We were constantly frustrated by the fact that our wives don’t respect us sufficiently and children don’t respect us sufficiently. All through our lives, right from the very early days of primary school or elementary school, when we tried to write our letters better than everybody else so that not only our teacher would give us a gold star, but our parents would think we were the best students in the class — right from those earliest days, right up from those days when we tried to do well at school, tried to do well at sports so that the girls or the other guys would look up to us, right up through when we got to university and tried to show

off by the way we wore our scarf or the way we got our examinations, right up until we found our career and our job and discovered that there we also tried to get the keys to the executive washroom by doing well, so that other people would look up to us and respect us — we have all along been trying to establish our value and self worth in the eyes of people, rather than in the eyes of our Creator.

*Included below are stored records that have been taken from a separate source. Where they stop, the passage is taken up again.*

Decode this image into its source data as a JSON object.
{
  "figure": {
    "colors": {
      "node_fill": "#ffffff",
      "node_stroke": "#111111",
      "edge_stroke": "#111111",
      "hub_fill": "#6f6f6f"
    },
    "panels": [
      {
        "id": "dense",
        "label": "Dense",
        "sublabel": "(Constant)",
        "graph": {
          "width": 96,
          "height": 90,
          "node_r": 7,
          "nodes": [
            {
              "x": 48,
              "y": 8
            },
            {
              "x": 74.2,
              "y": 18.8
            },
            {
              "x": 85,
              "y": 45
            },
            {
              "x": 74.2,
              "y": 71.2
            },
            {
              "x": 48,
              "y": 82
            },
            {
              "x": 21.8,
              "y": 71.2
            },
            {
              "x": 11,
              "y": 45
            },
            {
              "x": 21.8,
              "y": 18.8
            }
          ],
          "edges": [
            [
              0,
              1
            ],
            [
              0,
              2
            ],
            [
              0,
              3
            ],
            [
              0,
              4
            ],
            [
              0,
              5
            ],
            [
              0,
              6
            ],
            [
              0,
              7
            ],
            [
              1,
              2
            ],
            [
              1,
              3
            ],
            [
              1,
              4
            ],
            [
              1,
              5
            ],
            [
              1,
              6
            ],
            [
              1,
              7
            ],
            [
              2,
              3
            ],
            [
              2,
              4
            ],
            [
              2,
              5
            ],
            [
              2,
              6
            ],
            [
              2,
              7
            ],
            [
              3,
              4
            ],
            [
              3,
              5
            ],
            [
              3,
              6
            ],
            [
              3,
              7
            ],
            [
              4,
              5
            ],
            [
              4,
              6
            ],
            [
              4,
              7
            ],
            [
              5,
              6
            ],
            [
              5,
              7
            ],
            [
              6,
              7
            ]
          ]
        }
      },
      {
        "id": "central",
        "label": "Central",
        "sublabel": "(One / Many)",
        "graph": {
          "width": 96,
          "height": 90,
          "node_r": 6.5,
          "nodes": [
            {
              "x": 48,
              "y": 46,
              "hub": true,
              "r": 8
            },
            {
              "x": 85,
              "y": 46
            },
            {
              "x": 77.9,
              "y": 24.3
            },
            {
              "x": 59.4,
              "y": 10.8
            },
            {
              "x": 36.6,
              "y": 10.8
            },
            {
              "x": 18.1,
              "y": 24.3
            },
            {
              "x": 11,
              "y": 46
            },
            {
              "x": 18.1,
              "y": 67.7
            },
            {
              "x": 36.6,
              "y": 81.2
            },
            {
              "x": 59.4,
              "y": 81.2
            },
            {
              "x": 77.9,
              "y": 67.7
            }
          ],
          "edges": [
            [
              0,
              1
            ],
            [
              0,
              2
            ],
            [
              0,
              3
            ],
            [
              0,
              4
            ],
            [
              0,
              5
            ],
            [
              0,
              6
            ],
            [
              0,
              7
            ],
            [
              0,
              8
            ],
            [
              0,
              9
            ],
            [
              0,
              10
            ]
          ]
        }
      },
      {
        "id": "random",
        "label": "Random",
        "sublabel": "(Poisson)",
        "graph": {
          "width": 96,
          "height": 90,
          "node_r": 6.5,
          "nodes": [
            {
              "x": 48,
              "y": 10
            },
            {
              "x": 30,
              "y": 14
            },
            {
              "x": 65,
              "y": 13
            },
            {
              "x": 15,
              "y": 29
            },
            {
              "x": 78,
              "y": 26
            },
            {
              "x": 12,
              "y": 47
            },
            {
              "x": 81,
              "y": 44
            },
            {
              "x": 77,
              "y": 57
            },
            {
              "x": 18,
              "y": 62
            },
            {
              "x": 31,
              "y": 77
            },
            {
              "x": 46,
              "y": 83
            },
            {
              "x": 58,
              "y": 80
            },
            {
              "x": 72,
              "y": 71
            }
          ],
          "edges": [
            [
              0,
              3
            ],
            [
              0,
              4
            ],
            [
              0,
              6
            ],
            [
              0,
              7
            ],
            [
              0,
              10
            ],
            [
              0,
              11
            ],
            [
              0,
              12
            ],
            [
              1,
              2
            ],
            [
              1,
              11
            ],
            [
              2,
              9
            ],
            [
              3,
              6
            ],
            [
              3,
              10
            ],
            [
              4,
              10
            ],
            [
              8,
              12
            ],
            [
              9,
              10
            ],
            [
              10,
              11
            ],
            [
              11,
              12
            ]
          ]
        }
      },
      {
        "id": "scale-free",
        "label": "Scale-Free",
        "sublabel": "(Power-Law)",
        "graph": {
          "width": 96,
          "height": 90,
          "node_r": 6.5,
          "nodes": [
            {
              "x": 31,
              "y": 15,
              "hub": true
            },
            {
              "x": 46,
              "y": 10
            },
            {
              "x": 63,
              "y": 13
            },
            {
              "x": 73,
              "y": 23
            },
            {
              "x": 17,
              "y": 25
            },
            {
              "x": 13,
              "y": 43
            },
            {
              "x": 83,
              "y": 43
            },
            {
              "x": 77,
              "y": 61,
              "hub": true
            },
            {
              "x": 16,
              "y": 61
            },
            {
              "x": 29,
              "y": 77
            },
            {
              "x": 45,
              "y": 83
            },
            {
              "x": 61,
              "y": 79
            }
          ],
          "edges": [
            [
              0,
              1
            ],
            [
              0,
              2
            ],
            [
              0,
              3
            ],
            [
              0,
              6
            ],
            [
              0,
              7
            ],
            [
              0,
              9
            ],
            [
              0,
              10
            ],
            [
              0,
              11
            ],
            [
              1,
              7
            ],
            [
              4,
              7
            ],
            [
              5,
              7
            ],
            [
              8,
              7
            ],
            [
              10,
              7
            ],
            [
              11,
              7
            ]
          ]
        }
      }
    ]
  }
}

The result is that there has grown up within us a Hyde that gets annoyed and gets envious and jealous of people that seem to be more important in others’ eyes than we are. That Hyde constantly tries to destroy the peace that Dr. Jekyll has when he realizes the truth of those words, “Are not two sparrows sold for a penny and not one of them will fall to the ground without your Father’s will, but even the hairs of your head are all numbered. Fear not, therefore. You are of more value than many sparrows.” In fact, you are of more value than many sparrows to the Creator that made you. Let’s talk a little more about that tomorrow.